16 March 2026
Energy-Based Fine-Tuning: Beyond Next-Token Prediction
By: Samy Jelassi*, Mujin Kwun*, Rosie Zhao*, Yuanzhi Li, Nicolo Fusi, Yilun Du, Sham M. Kakade and Carles Domingo-Enrich*
The authors introduce a Energy-Based Fine-Tuning (EBFT), a method that matches the long-range statistics of model generations to ground-truth sequences in high-dimensional feature spaces. EBFT corrects the error amplification caused by standard teacher-forced next token training while improving downstream task performance. Experiments show that EBFT matches the accuracy improvements of RLVR while requiring no external reward signal or verifier. In contrast to RLVR, EBFT simultaneously improves the validation cross-entropy.
9 March 2026
InputDSA: Demixing then comparing recurrent and externally driven dynamics in complex systems
By: Ann Huang and Kanaka Rajan
The authors introduce InputDSA, a new method to measure the similarity between two complex systems when they are driven by external inputs, like biological neural circuits or reinforcement learning agents. The method disentangles each systems’ intrinsic dynamics from its input-driven effects, enabling highly accurate, robust, and efficient comparisons of those components.
4 March 2026
Structure, Disorder, and Dynamics in Task-Trained Recurrent Neural Circuits
By: David Clark,* Blake Bordelon,* Jacob Zavatone-Veth,* Cengiz Pehlevan
The authors develop a mean-field theory of task-trained recurrent networks that continuously interpolates between these regimes, and find evidence that macaque motor cortex is best captured by an intermediate level of task-specific recurrent restructuring.
6 February 2026
Forecasting the Brain: Scalable Neural Prediction with POCO
By: Yu Duan and Kanaka Rajan
Predicting future neural activity is a critical step toward achieving real-time, closed-loop neurotechnologies. To this end, we introduce POCO, a unified forecasting model trained on…
4 February 2026
Anytime Pretraining: Horizon-Free Learning-Rate Schedules with Weight Averaging
By: Alexandru Meterez*, Pranav Ajit Nair*, Depen Morwani*, Cengiz Pehlevan, Sham Kakade
The authors provide a theoretical analysis demonstrating the existence of anytime learning schedules for overparameterized linear regression, and highlight the central role of weight averaging—also known as model merging—in achieving the optimal convergence rates of stochastic gradient descent.
3 February 2026
Measuring and Controlling Solution Degeneracy Across Task-Trained Recurrent Neural Networks
By: Ann Huang and Kanaka Rajan
Despite reaching equal performance success when trained on the same task, artificial neural networks can develop dramatically different internal solutions, much like different students solving the same math problem using completely different approaches.

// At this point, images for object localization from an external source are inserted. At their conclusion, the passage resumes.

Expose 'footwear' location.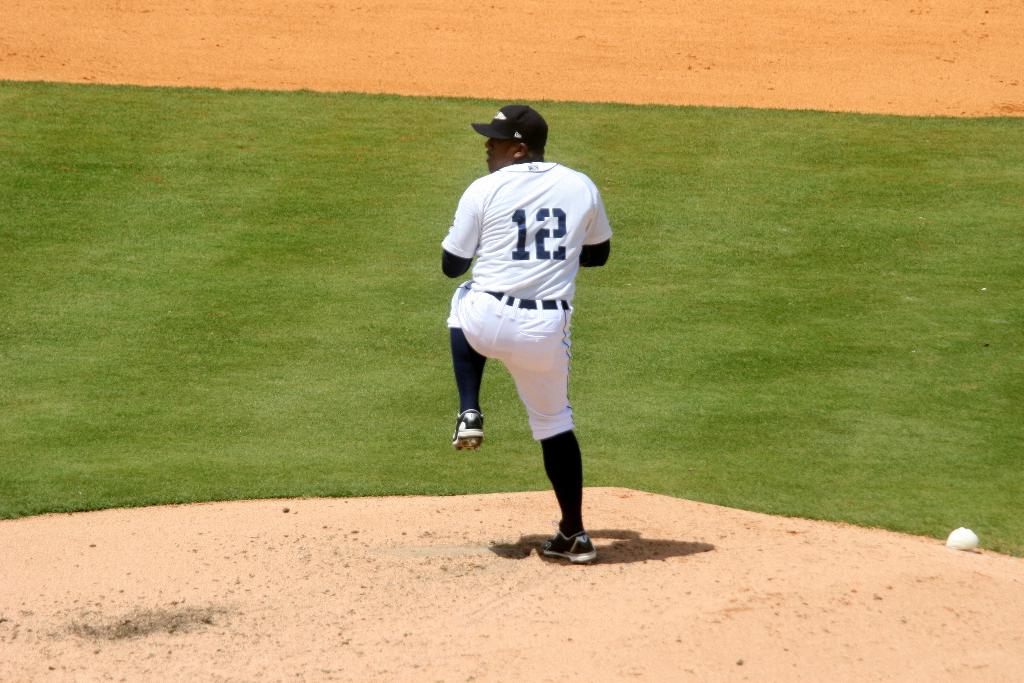
Exposed at [447,406,488,454].
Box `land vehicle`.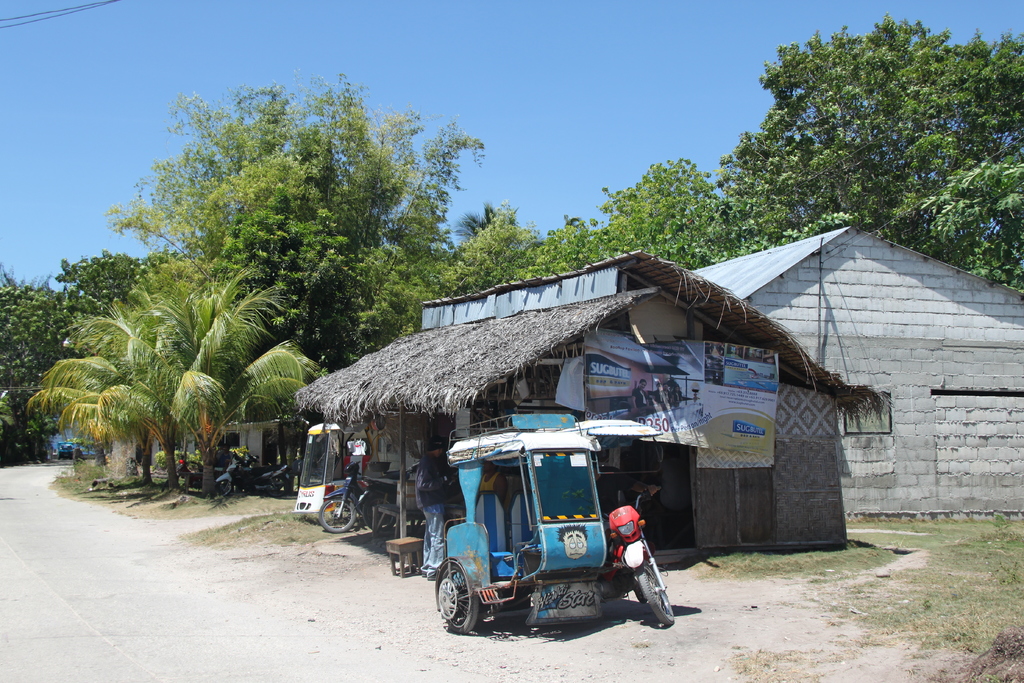
<region>294, 426, 370, 514</region>.
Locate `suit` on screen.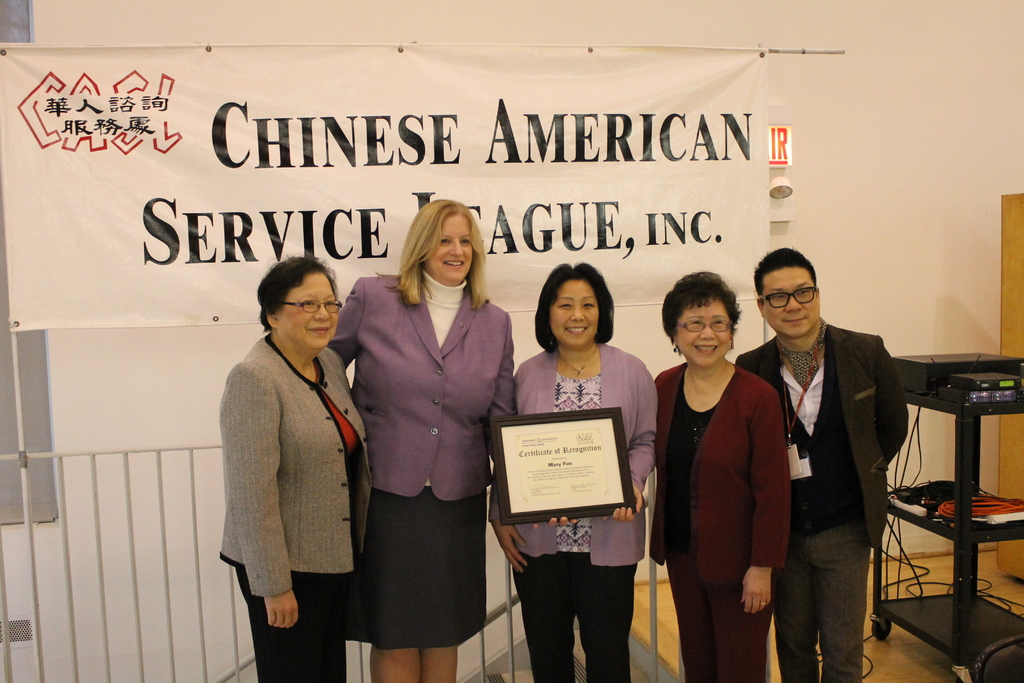
On screen at crop(774, 262, 911, 673).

Our study introduces a unified framework to quantify this variability across Recurrent Neural Network (RNN) solutions, which we term solution degeneracy, and analyze what factors shape it across thousands of recurrent networks trained on memory and decision-making tasks.
26 January 2026
PROTON: A Relational Foundation Model for Neurological Discovery
By: Ayush Noori and Marinka Zitnik
This work introduces a relational foundation model for neurological discovery and evaluates it through discovery loops that connect AI predictions to experiments in Parkinson’s disease, bipolar disorder, and Alzheimer’s disease.
5 January 2026
Large Video Planner: A New Foundation Model for General-Purpose Robots
By: Yilun Du
This work explores using video as the primary modality for robot foundation models. Unlike static images, videos naturally encode physical dynamics and semantics of the world, providing a rich prior for physical decision-making.
24 November 2025
Into the Rabbit Hull-Part II
From Linear Directions to Convex Geometry
By: Thomas Fel*, Binxu Wang*, Michael A. Lepori, Matthew Kowal, Andrew Lee, Randall Balestriero, Sonia Joseph, Ekdeep S. Lubana, Talia Konkle, Demba Ba, Martin Wattenberg
The authors ask the fundamental question: is the linear view of DINOv2 under the Linear Representation Hypothesis (LRH) sufficient to describe how deep vision models organize information? The authors examine the geometry and statistics of the learned concepts themselves and the results suggest that representations are organized beyond linear sparsity alone.
12 November 2025
Into the Rabbit Hull – Part I
By: Thomas Fel*, Binxu Wang*, Michael A. Lepori, Matthew Kowal, Andrew Lee, Randall Balestriero, Sonia Joseph, Ekdeep S. Lubana, Talia Konkle, Demba Ba, Martin Wattenberg
The authors offer an interpretability deep dive, examining the most important concepts emerging in one of today’s central vision foundation models, DINOv2.